In particular, we can use the same form of variance estimator as for the Horvitz-Thompson estimator, which has the deceptively compact form \[\widehat{\mathrm{var}}[{\hat T}_X]= \sum_{i,j}\check{\Delta}_{ij}\check{X}_i\check{X}_j.\] Here, \(\Delta_{ij}\) is the covariance of the sampling indicators for units \(i\) and \(j\), and the hacek/caron accent indicates weighting. That is \(\check{X}_i=X_i/\pi^*_i\) and \[\check{\Delta}_{ij}=\Delta_{ij}/\pi_{ij}^*\] where \(\pi^*_{ij}\) is the pairwise inclusion version of \(\pi_i^*\). Strictly speaking, it’s \({\Delta}^*=\pi_{ij}^*-\pi_i^*\pi_j^*\) but that’s too many stars to bother writing.
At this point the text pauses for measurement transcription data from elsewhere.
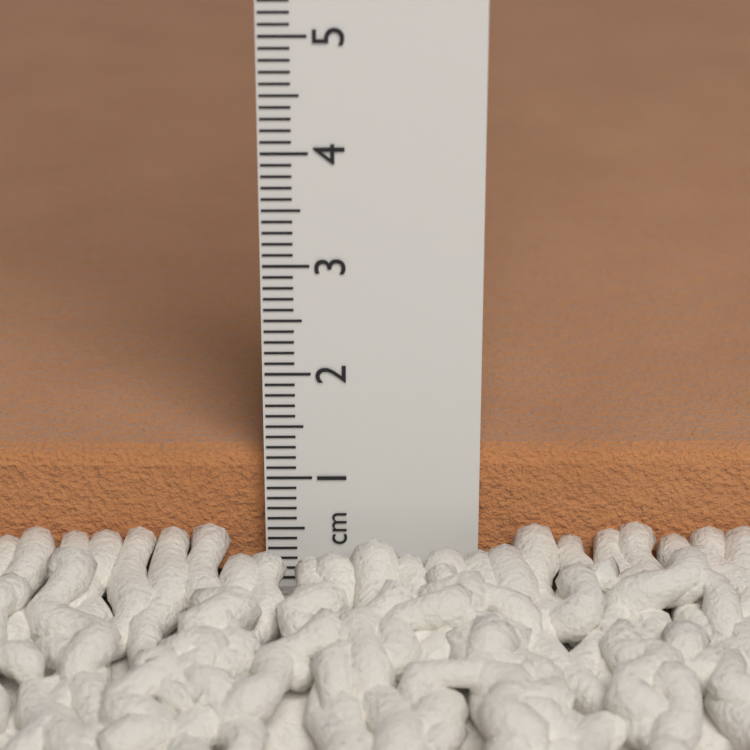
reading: 1.2 cm
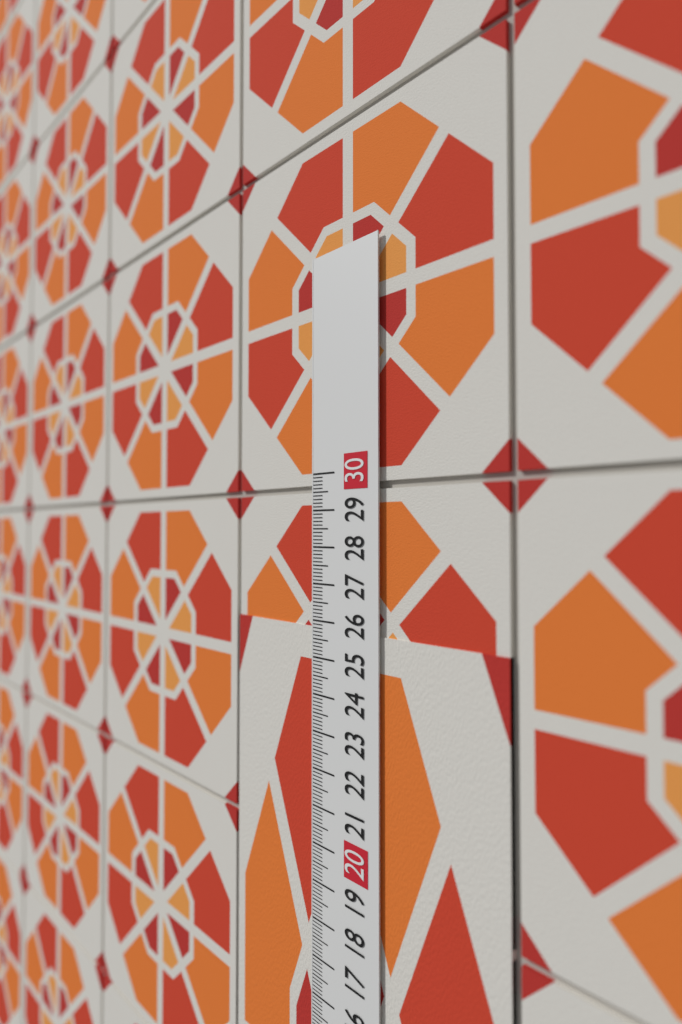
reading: 25.8 cm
The advantage of this form is that \(\check{\Delta}\) composes nicely over stages and phases of sampling. If you have one stage or phase of sampling with \(\check{\Delta}_1\) and another with \(\check{\Delta}_2\), the overall weighted covariance is \[\check{\Delta}=\check{\Delta}_1+\check{\Delta}_2-\check{\Delta}_1\cdot\check{\Delta}_2.\] (The \(\cdot\) means this is the element-wise (Hadamard) product, not the matrix product.)

We still need to know what \(\check{\Delta}_{ij}\) is. If we have simple random sampling (potentially of clusters, within strata) of \(n\) units out of \(N\), then \[\check{\Delta}= -(1-n/N)/(n-1)=-(1-\pi_i)/(n-1).\] The last form is especially useful, because when we’re working with a particular stage of sampling we’re going to have the probabilities at that stage and the sample size at that stage conveniently available, but we might not have \(N\) and \(\pi_{ij}\) conveniently available.